Nearby Spica, about a hand width to the southwest, is a bright “sail” of four stars, making up the constellation of Corvus, the Crow. Looking a smidge to the west of the top right star—Gienah Ghurab—a medium-size telescope can resolve a fuzzy heart-shaped object. This is NGC 4038, or the Antennae Galaxies. The heart shape has been resolved by the Hubble Space Telescope into not one, but two galaxies, in the middle of a galactic collision! These two galaxies first started interacting a few hundred million years ago and now, millions of years later, we’re seeing the middle stage of this cosmic crash. The merger of these two galaxies is easy for us to spot—even at over 50 million light-years away—because as the gas and dust collide, regions collapse together into super star clusters, giving birth to billions of new stars. Looking at images from the Hubble Space Telescope, astronomers are able to estimate that even just the small bright spots are young clusters containing tens of thousands of stars.
As we observe the universe with better and better equipment we’ve found that galactic interactions are incredibly common. If you stick around long enough (just five billion years, give or take a few hundred million), the Milkyway and Andromeda galaxies will merge into a new super galaxy, jump-starting a new reign of star formation all around us. That’s not surprising, as we’ve also found that galaxies are incredibly common. Long-term deep sky surveys like the 2dF Galaxy Redshift Survey or the Two Micron All Sky Survey have enabled us to gain an unprecedented understanding of what is out there. The most detailed survey has been going on for almost 20 years with the Sloan Digital Sky Survey at Apache Point Observatory in New Mexico. This cosmic program uses a 2.5-meter telescope that has mapped over a third of the entire sky, finding over 1 billion galaxies, and allowing scientists to create the most detailed three-dimensional maps of the universe ever made. With SDSS data and other observations combined, our observable universe is estimated to contain upwards of two trillion galaxies. Each of these galaxies is a little bit different, but based on those observations, we can say that, on average, a galaxy has 100 billion stars in it.
So how many stars are there? Multiple 2 trillion galaxies by 100 billion stars per galaxy… 2,000,000,000,000 x 100,000,000,000 = 200,000,000,000,000,000,000,000 stars! (That’s 2e23, or 2 with 23 zeros after it!)
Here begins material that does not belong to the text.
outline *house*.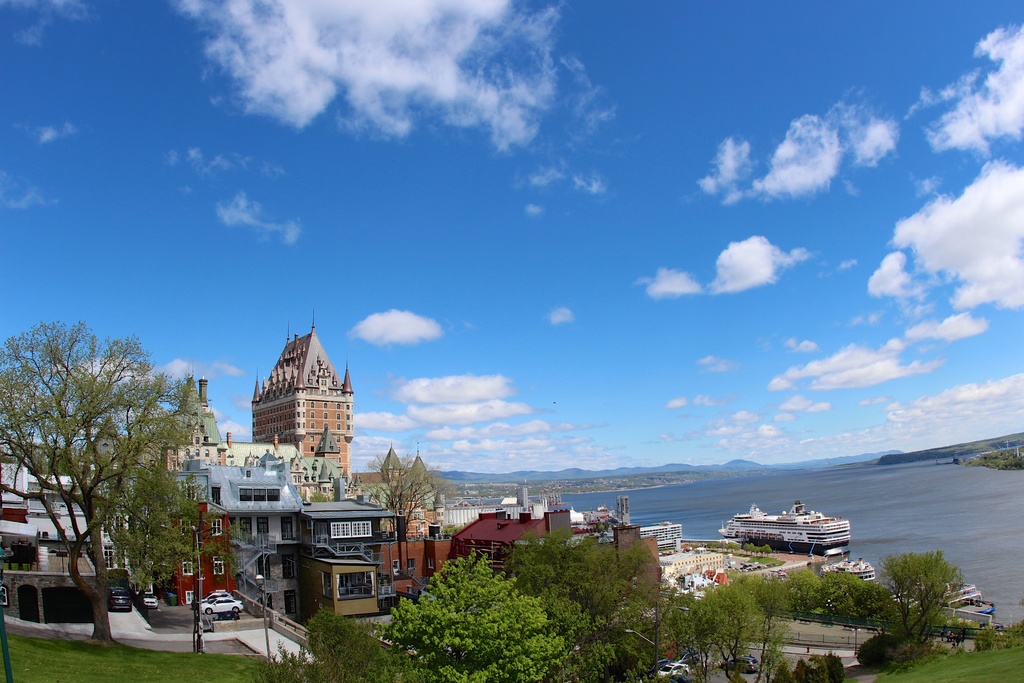
Outline: [0,533,124,630].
The number of stars is almost unimaginable, but for some comparison, the total number of grains of sand on the Earth is estimated to be 7,500,000,000,000,000,000 or 7.5 with 18 zeros after it. With rough estimates, there are more stars in the universe than grains of sand on the Earth. On the other hand, if you’re now feeling a little lost on the beach, contemplating the grand infinity of the universe, take a moment and drink some fresh water, and think—just a teaspoon of that water has the same number of molecules as there are stars in the sky.